An Ohio investment manager is in trouble with the Securities and Exchange Commission for the second time in three years.
First, he was accused of defrauding clients and was ordered to give up his ill-gotten gains.
An Ohio investment manager is in trouble with the Securities and Exchange Commission for the second time in three years.
First, he was accused of defrauding clients and was ordered to give up his ill-gotten gains.
Then, in a case filed Wednesday, he was accused of paying the SEC using $632,000 taken from a client.
That’s not all.
The SEC says Robert Pinkas, 58, of Shaker Heights, Ohio, misappropriated $173,000 of client money to pay his legal expenses from the earlier case. Pinkas also violated an order from the earlier case restricting his work in the investment business, the SEC says.
The SEC filed an administrative action against Pinkas Wednesday accusing him of willfully violating the law.
Pinkas denies that he did anything wrong but is not in a position to address the allegations because he is hospitalized and seriously ill, said his lawyer, Stephen G. Sozio.
“He is disappointed that the SEC chose to proceed with this action,” Sozio said.
Pinkas, identified in the earlier case as having headed Brantley Capital Management, settled that action in 2010 without admitting or denying wrongdoing.
A biography on the web site of Brantley Partners says he previously worked at the consulting firm McKinsey & Co. as a turnaround consultant and strategist for industrial firms and as a lawyer with an emphasis on corporate finance at Simpson Thacher & Bartlett, which is a prestigious corporate law firm. The bio says he holds degrees from Harvard and the University of Pennsylvania.
In the first case, the SEC alleged that Pinkas and Brantley Capital Management overstated the value of assets they managed to generate higher fees.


__Prompt__: Set down a true copy of the data, with all pictures left out.

__Collected data__:
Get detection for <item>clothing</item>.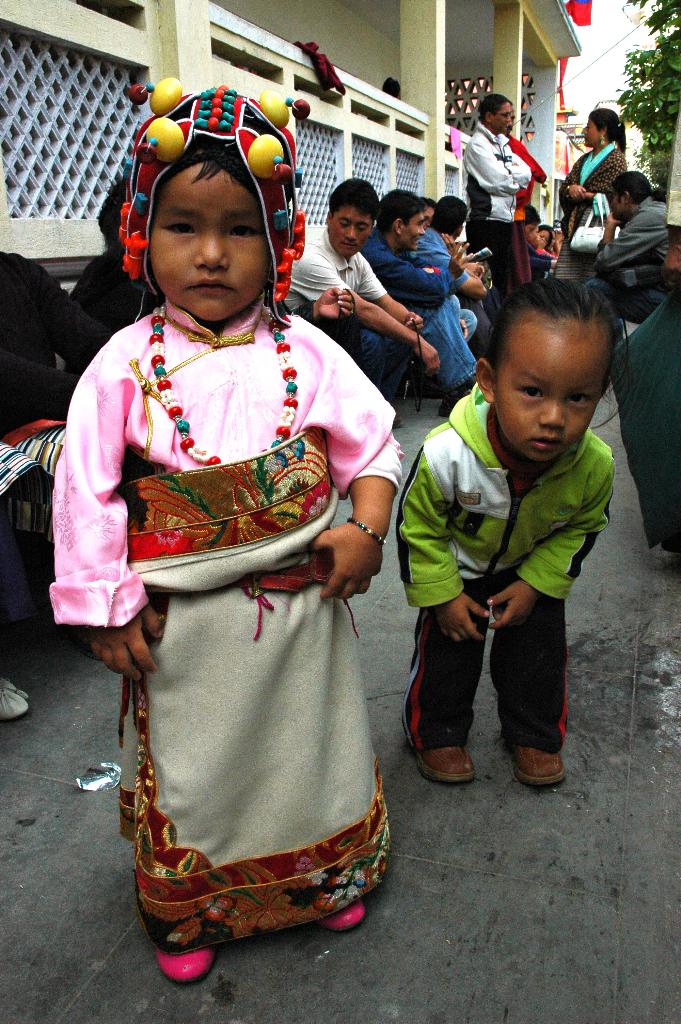
Detection: 352,225,484,385.
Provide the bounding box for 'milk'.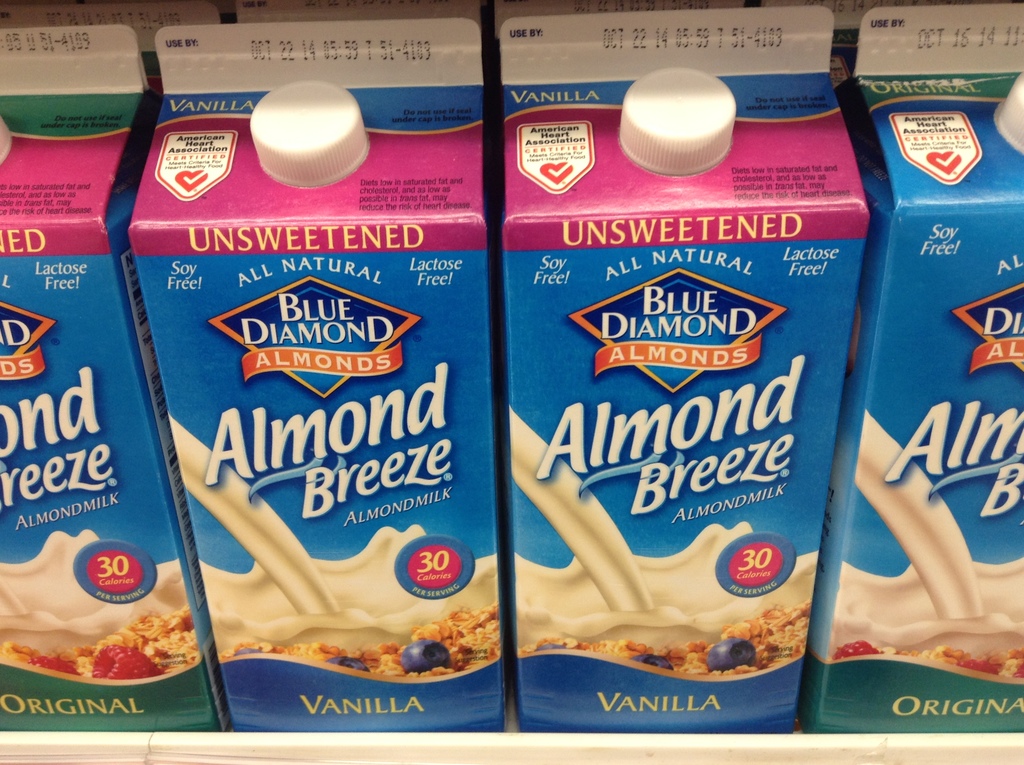
<bbox>0, 529, 195, 661</bbox>.
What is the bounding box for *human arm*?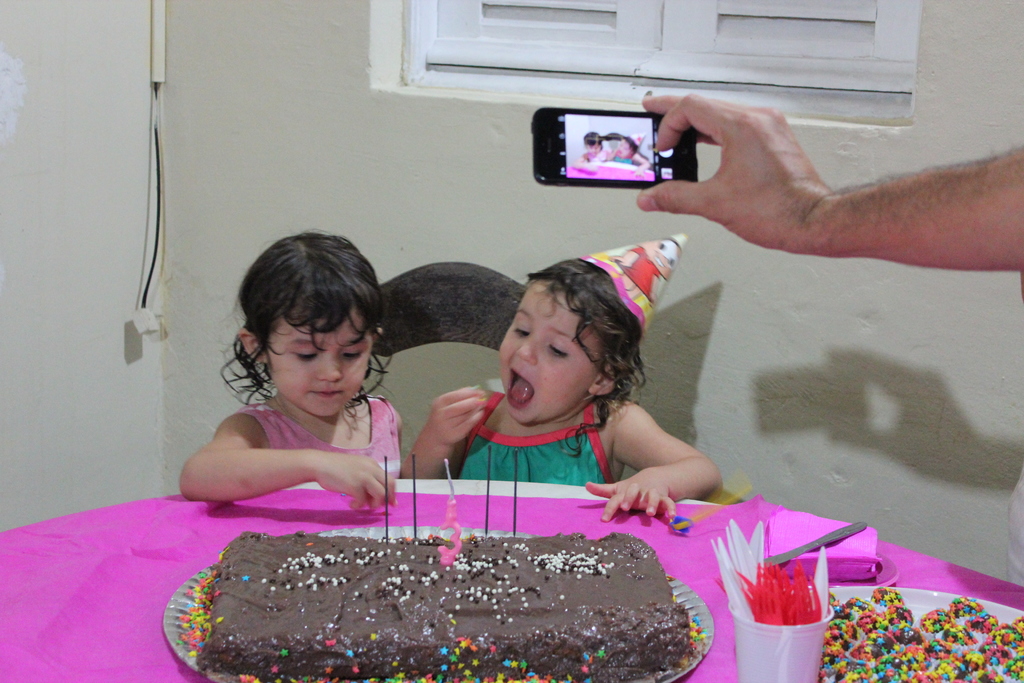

__Result of the exercise__:
Get detection for <item>clothing</item>.
Detection: 352,225,484,385.
Provide the bounding box for 'milk'.
<bbox>0, 529, 195, 661</bbox>.
What is the bounding box for *human arm*?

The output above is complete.